Forty-two days of Test cricket ended so quickly; it was a bit of a blur. It ended with a long procession of batsmen, stretching as far back as the eye could see, their giant columns raising dust, taking guard, coming and going, their names going up and then down, on a giant scoreboard. Small numbers - very small! - appear next to their names. And then, finally, silence. How was one to make sense of it all? Especially as - when the smoke had cleared - it wasn't even 42 days. This is the era of unseemly brevity; of 140-character missives. Who has time for five days of a Test? Not the Indian batting line-up, eager to rouse the watching spectators from their indolent slumbers and send them, well ahead of schedule, back to work, back to reinvigorating national economies, back to reuniting families. Too bad for those selling beer at the grounds.
Sometimes catastrophes have to be approached gingerly. Tentatively. In small doses. So here go a pair of attempts at reckoning with disaster.
1. As parenthood has brought new responsibilities in its wake, my leisure and cricket-watching hours have undergone modification. I now spend Saturday and Sunday mornings taking my little daughter to the park, content to engage her in a ball sport or two. I leave behind my trip to the gym, my mornings in front of the cricket. When I return home, and touch the spacebar to bring the world of cricket to life, abbreviated scores spring into view, alerting me to all - the eventuation of cricketing fortunes - I have missed in my absence.
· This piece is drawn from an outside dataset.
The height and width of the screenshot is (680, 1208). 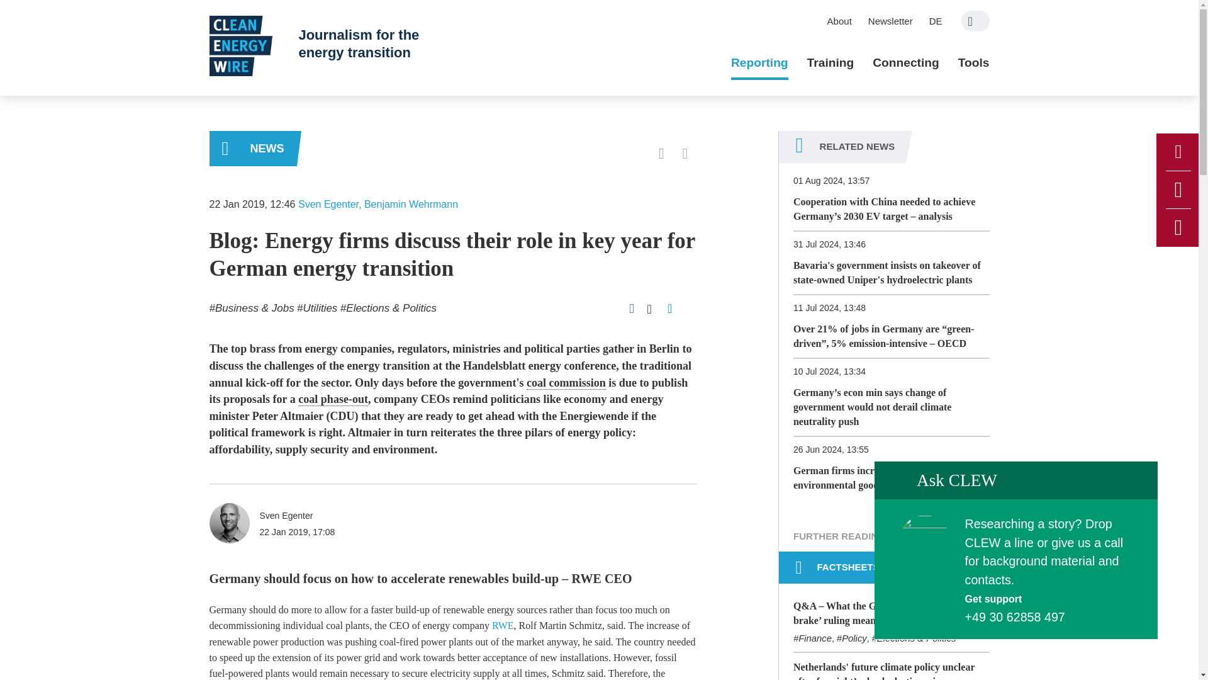 I want to click on DE, so click(x=936, y=21).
Most notably, while I had been away these past two weekends, fourth innings began and went nowhere, sputtering in circles, before finally running aground on the shoals of deliveries that deigned to not maintain perfectly straight paths.
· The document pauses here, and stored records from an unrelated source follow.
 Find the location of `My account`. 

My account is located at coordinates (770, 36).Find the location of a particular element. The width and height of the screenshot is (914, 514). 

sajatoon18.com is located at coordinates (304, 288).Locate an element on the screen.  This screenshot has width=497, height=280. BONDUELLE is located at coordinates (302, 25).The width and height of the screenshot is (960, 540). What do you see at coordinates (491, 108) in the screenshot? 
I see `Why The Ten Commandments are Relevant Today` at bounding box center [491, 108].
The second-innings collapse in the
fourth Test caught me unawares, ensuring I would have no cricket to accompany my well-earned coffee after my return home. My little oasis of cricket-watching was nowhere to be found, a mirage in the shimmering heat of a rapidly disintegrating series.
The one in the
fifth Test went one better: it ensured I missed the Test altogether. On Friday the 15th, seeking independence of another kind - i.e. not national - altogether, I was out of town, hiking in New York state's evergreen Catskills. On Saturday the 16th, I missed all of England's batting, and then on the 17th it was all over, the 94 all out sneaking up behind me, and with a little burst pulling away to leave me eating dust. Thus the Oval Test became the first Test played by India in a very long time of which I did not witness a single ball telecast live. I felt a curious sense of betrayal; I had not shown the fidelity required of a true sports fan; I had not stood by "my team". But I had not been alone in burning this bridge; my arson had been facilitated, almost gleefully so, by those who marched in toward, and then back away from, the hallowed 22 yards.
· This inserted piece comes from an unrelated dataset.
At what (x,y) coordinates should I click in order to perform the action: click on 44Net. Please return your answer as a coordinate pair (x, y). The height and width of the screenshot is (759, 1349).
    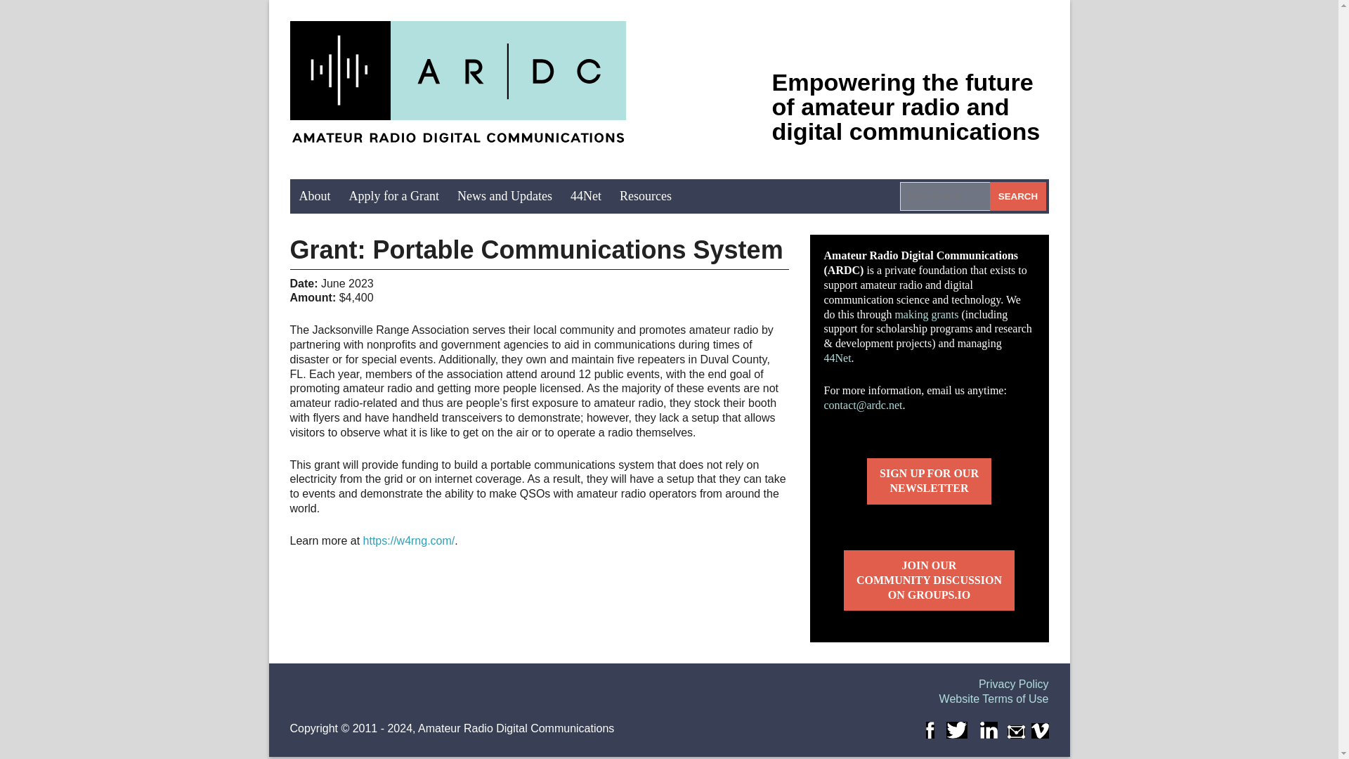
    Looking at the image, I should click on (586, 195).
2. A few months ago, I wrote a post here at the Cordon, titled "
Why India are not Brazil". In it, I suggested Ed Smith's analogising the Indian cricket team to the Brazilian soccer team did not work. But by one count, it most certainly does. Does 66 for 6 four innings in a row add up to 1-7 in a World Cup semi-final? At home? Perhaps not. But we're in the ballpark - literally - now.
For long, the most devastating batting collapse for a whole generation of Indian cricket fans was the one that gives the
Summer of 42 its name. Later it became the house-of-cards tricks performed against Imran Khan in the 1982-83 series, especially the 1982 Christmas Day special
in Karachi, India's birthday gift to the Quaid-e-Azam, Mohammed Ali Jinnah. India's collapse for 90
in Calcutta against West Indies during the 1983-84 series, the one that elicited, in time-honoured fashion, a shower of debris from Calcutta spectators, and the piqued pronouncement by Sunil Gavaskar that he would never play in Calcutta again, also finds honourable mention in this catalogue of disasters. And then were all of the nineties, of course. Oh, and 2011.
But 66 for 6, 66 for 6, 66 for 6, 66 for 6? There's enough numbers of the beasts in there to send even Satan worshippers running to the hills. The rest of us can only cower - under any furniture close by - in the face of such numerological terror.
Let me know when it's safe to come out and play again.